Relentlessly Optimistic

    12 May 2012

    Have wig, will dye.

    Doing a FW Acrylic Dye + Isopropyl Alc. on a wig for my Birdy cosplay!

    10 May 2012

    milknsuger asked: Hey! I noticed in one of your post on here you were doing armor with vinyl do you have any tips on applying vinyl ?

    Lots! There was a huge learning curve and trial-and-error. Here are a few things I discovered the hard way:

    The glue is VERY FUME-Y. Be certain to have lots of ventilation or you will have a major glue-hangover.

    Be careful of your work surface. The glue fumes will take the finish right off your surface (and even the writing on newspaper can be melted into the vinyl).

    Get creative with your foam. Details can be worked in recesses if you use stretch vinyl and make positive/negative spaces. For the abs on my armor, I cut pieces of foam and glued them onto my armor surface, then made a template of the exact opposite (recesses) do when the vinyl was applied and pressed, it conformed.

    That brings me to another tip: pressure. Glue is only as good as the pressure you apply to it.

    Use pencil, not sharpie. Put the glue on both vinyl and foam surfaces and let it dry to tacky before sammichin’ - and weigh down corners. The vinyl has a habit of curling in on itself when is has glue on it…

    And Goldy’s tutorial is the BEST!

    Hope this helps. Feel free to ask any other questions and good luck!

    13 Apr 2012

    Anonymous asked: How much would you charge if I asked you to make me an Asuka plugsuit? (original version)

    Anonymous,

    That depends on the fabrics you want (some people go matte, some go wet-look, some go all out on vinyls) and where you are located. Because of the very personal… cut… of the suit, all of the construction and sizing I do for a plugsuit is on-body. 

    <3 Heather 

    3 Apr 2012

    Gisele Ganne 

    Gisele Ganne 

    29 Feb 2012

    Stay for me (Taken with Instagram at Lansdale Pa)

    Stay for me (Taken with Instagram at Lansdale Pa)

    20 Feb 2012

    The coffee that I put in the refrigerator to &#8216;cool off&#8217; at work this morning, then forgot about. It is frozen solid. (Taken with instagram)

    The coffee that I put in the refrigerator to ‘cool off’ at work this morning, then forgot about. It is frozen solid. (Taken with instagram)

    6 Feb 2012

    “I am constantly creating. For every project I have going, I have 10 others waiting in the wings – or even all going at the same time. It drives me nuts when I have nothing to do. Photography and cinematography have become part of my daily routine. Sculpture has become a way of life.”
    — Heather McLaughlin

    5 Feb 2012

    “Being an artist and being an actor have their similarities and their differences. When I’m an artist, I’m the director and my materials are my actors. When I am an actor, the director is the artist and I’m the material. Actors and materials carry a lot of their own weight but depending on the context they are put in, they gain true power. It is really interesting to be on the other side of the creative process, extending myself to help someone else’s vision come to life. And I don’t think my materials have ever had stage fright - which is more than I can say for my self!”
    — Heather McLaughlin

    4 Feb 2012

    “EverythingI do is sculpture. I grew up as a dancer, but that is sculpture with the body (performance art). I also grew up drawing, but those are just very flat sculptures. I sew, and that is textile sculpture. I have picked up photography after studying in Japan, and that is digital light sculpture. Now I also do kung fu, which is contact and sense sculpture. I chose sculpture because it could be everything that I needed it to be. I am not limited by a medium.”
    — Heather McLaughlin

    3 Feb 2012

    “Art is communication to me. It is a way of knowing, and away of sharing knowledge.”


* **Work task**
An image-free, exact copy of the records below is required.

### Working data ###

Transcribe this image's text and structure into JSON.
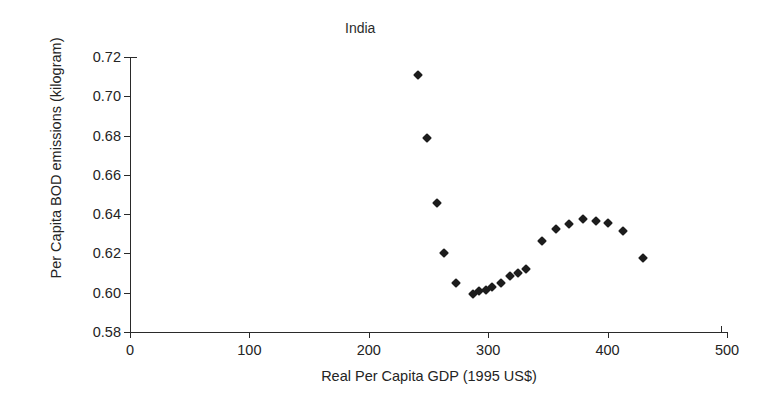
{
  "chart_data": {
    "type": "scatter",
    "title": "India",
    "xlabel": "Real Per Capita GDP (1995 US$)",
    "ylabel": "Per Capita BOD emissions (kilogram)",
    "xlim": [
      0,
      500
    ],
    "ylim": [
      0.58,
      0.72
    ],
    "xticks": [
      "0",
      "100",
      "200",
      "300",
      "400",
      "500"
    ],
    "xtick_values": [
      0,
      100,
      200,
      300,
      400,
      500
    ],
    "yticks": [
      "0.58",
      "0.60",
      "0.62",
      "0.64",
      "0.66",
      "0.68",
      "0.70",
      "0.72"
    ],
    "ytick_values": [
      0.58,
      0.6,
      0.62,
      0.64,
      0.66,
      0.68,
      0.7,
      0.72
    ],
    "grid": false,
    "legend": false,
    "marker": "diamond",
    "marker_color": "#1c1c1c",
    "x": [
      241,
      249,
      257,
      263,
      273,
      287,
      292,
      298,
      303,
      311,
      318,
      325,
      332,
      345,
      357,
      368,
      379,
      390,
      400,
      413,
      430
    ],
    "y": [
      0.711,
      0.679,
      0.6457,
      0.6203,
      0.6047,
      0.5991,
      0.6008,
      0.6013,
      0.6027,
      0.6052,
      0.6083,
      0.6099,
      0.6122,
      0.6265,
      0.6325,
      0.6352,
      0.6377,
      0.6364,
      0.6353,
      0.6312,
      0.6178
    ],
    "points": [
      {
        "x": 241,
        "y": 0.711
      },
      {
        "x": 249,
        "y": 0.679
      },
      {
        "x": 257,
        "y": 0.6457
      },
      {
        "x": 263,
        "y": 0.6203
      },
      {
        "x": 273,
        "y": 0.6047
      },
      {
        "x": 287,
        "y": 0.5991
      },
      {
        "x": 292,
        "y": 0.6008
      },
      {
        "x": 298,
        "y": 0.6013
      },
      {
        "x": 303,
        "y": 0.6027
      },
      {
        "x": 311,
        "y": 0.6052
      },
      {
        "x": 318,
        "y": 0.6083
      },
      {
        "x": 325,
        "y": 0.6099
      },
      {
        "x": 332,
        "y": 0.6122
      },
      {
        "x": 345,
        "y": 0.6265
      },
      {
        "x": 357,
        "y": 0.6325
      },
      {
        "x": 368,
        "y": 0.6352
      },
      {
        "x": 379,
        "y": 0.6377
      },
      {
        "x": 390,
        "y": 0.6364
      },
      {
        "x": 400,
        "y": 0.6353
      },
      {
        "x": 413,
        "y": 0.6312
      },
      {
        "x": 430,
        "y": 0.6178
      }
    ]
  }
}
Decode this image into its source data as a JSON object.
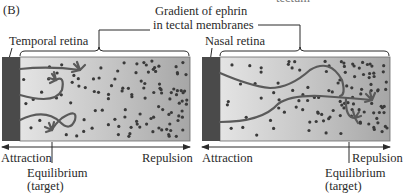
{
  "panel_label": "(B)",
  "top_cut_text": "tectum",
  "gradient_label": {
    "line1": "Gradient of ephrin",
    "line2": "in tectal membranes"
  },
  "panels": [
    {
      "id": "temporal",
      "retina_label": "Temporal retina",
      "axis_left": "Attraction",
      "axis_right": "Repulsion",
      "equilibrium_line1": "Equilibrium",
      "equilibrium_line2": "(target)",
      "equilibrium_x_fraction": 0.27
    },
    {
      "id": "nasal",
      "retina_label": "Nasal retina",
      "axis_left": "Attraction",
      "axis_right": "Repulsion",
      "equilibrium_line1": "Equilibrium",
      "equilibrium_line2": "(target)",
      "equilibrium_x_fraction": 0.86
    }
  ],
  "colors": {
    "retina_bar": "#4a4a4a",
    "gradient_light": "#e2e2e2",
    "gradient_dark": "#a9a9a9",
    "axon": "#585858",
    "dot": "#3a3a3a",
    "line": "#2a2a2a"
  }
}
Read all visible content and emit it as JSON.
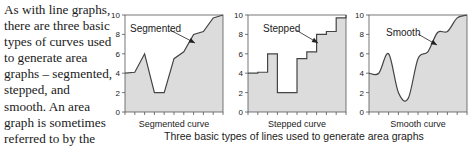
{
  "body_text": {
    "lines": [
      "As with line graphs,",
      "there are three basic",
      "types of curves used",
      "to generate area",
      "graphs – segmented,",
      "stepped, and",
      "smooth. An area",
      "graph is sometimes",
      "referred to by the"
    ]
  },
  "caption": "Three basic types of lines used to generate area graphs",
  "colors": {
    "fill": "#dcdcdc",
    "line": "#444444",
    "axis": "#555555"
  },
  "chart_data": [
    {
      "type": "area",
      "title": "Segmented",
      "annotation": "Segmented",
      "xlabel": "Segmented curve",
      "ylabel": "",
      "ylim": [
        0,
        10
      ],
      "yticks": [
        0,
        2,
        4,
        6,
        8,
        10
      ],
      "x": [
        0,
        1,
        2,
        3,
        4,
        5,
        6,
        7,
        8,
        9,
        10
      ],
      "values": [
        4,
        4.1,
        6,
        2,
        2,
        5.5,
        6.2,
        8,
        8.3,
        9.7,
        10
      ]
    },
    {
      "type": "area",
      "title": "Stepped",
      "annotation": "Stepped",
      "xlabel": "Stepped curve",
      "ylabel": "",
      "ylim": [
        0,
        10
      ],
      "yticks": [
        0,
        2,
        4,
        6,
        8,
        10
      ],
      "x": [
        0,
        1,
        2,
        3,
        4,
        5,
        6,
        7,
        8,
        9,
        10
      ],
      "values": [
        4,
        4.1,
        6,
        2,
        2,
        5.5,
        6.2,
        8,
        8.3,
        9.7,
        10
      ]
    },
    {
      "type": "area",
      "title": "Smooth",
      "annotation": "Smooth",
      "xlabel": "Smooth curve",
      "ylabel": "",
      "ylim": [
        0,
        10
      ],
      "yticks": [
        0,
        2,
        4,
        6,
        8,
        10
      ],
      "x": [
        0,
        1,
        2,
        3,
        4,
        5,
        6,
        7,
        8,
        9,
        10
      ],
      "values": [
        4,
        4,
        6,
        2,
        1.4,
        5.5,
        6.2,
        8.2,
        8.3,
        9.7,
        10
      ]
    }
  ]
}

###

* **Task response**
Transcribe this image's text and structure into JSON.
{
  "chart_data": {
    "type": "scatter",
    "title": "India",
    "xlabel": "Real Per Capita GDP (1995 US$)",
    "ylabel": "Per Capita BOD emissions (kilogram)",
    "xlim": [
      0,
      500
    ],
    "ylim": [
      0.58,
      0.72
    ],
    "xticks": [
      "0",
      "100",
      "200",
      "300",
      "400",
      "500"
    ],
    "xtick_values": [
      0,
      100,
      200,
      300,
      400,
      500
    ],
    "yticks": [
      "0.58",
      "0.60",
      "0.62",
      "0.64",
      "0.66",
      "0.68",
      "0.70",
      "0.72"
    ],
    "ytick_values": [
      0.58,
      0.6,
      0.62,
      0.64,
      0.66,
      0.68,
      0.7,
      0.72
    ],
    "grid": false,
    "legend": false,
    "marker": "diamond",
    "marker_color": "#1c1c1c",
    "x": [
      241,
      249,
      257,
      263,
      273,
      287,
      292,
      298,
      303,
      311,
      318,
      325,
      332,
      345,
      357,
      368,
      379,
      390,
      400,
      413,
      430
    ],
    "y": [
      0.711,
      0.679,
      0.6457,
      0.6203,
      0.6047,
      0.5991,
      0.6008,
      0.6013,
      0.6027,
      0.6052,
      0.6083,
      0.6099,
      0.6122,
      0.6265,
      0.6325,
      0.6352,
      0.6377,
      0.6364,
      0.6353,
      0.6312,
      0.6178
    ],
    "points": [
      {
        "x": 241,
        "y": 0.711
      },
      {
        "x": 249,
        "y": 0.679
      },
      {
        "x": 257,
        "y": 0.6457
      },
      {
        "x": 263,
        "y": 0.6203
      },
      {
        "x": 273,
        "y": 0.6047
      },
      {
        "x": 287,
        "y": 0.5991
      },
      {
        "x": 292,
        "y": 0.6008
      },
      {
        "x": 298,
        "y": 0.6013
      },
      {
        "x": 303,
        "y": 0.6027
      },
      {
        "x": 311,
        "y": 0.6052
      },
      {
        "x": 318,
        "y": 0.6083
      },
      {
        "x": 325,
        "y": 0.6099
      },
      {
        "x": 332,
        "y": 0.6122
      },
      {
        "x": 345,
        "y": 0.6265
      },
      {
        "x": 357,
        "y": 0.6325
      },
      {
        "x": 368,
        "y": 0.6352
      },
      {
        "x": 379,
        "y": 0.6377
      },
      {
        "x": 390,
        "y": 0.6364
      },
      {
        "x": 400,
        "y": 0.6353
      },
      {
        "x": 413,
        "y": 0.6312
      },
      {
        "x": 430,
        "y": 0.6178
      }
    ]
  }
}
Decode this image into its source data as a JSON object.
{
  "panel_label": "(B)",
  "top_cut_text": "tectum",
  "gradient_label": {
    "line1": "Gradient of ephrin",
    "line2": "in tectal membranes"
  },
  "panels": [
    {
      "id": "temporal",
      "retina_label": "Temporal retina",
      "axis_left": "Attraction",
      "axis_right": "Repulsion",
      "equilibrium_line1": "Equilibrium",
      "equilibrium_line2": "(target)",
      "equilibrium_x_fraction": 0.27
    },
    {
      "id": "nasal",
      "retina_label": "Nasal retina",
      "axis_left": "Attraction",
      "axis_right": "Repulsion",
      "equilibrium_line1": "Equilibrium",
      "equilibrium_line2": "(target)",
      "equilibrium_x_fraction": 0.86
    }
  ],
  "colors": {
    "retina_bar": "#4a4a4a",
    "gradient_light": "#e2e2e2",
    "gradient_dark": "#a9a9a9",
    "axon": "#585858",
    "dot": "#3a3a3a",
    "line": "#2a2a2a"
  }
}
Read all visible content and emit it as JSON.
{
  "body_text": {
    "lines": [
      "As with line graphs,",
      "there are three basic",
      "types of curves used",
      "to generate area",
      "graphs – segmented,",
      "stepped, and",
      "smooth. An area",
      "graph is sometimes",
      "referred to by the"
    ]
  },
  "caption": "Three basic types of lines used to generate area graphs",
  "colors": {
    "fill": "#dcdcdc",
    "line": "#444444",
    "axis": "#555555"
  },
  "chart_data": [
    {
      "type": "area",
      "title": "Segmented",
      "annotation": "Segmented",
      "xlabel": "Segmented curve",
      "ylabel": "",
      "ylim": [
        0,
        10
      ],
      "yticks": [
        0,
        2,
        4,
        6,
        8,
        10
      ],
      "x": [
        0,
        1,
        2,
        3,
        4,
        5,
        6,
        7,
        8,
        9,
        10
      ],
      "values": [
        4,
        4.1,
        6,
        2,
        2,
        5.5,
        6.2,
        8,
        8.3,
        9.7,
        10
      ]
    },
    {
      "type": "area",
      "title": "Stepped",
      "annotation": "Stepped",
      "xlabel": "Stepped curve",
      "ylabel": "",
      "ylim": [
        0,
        10
      ],
      "yticks": [
        0,
        2,
        4,
        6,
        8,
        10
      ],
      "x": [
        0,
        1,
        2,
        3,
        4,
        5,
        6,
        7,
        8,
        9,
        10
      ],
      "values": [
        4,
        4.1,
        6,
        2,
        2,
        5.5,
        6.2,
        8,
        8.3,
        9.7,
        10
      ]
    },
    {
      "type": "area",
      "title": "Smooth",
      "annotation": "Smooth",
      "xlabel": "Smooth curve",
      "ylabel": "",
      "ylim": [
        0,
        10
      ],
      "yticks": [
        0,
        2,
        4,
        6,
        8,
        10
      ],
      "x": [
        0,
        1,
        2,
        3,
        4,
        5,
        6,
        7,
        8,
        9,
        10
      ],
      "values": [
        4,
        4,
        6,
        2,
        1.4,
        5.5,
        6.2,
        8.2,
        8.3,
        9.7,
        10
      ]
    }
  ]
}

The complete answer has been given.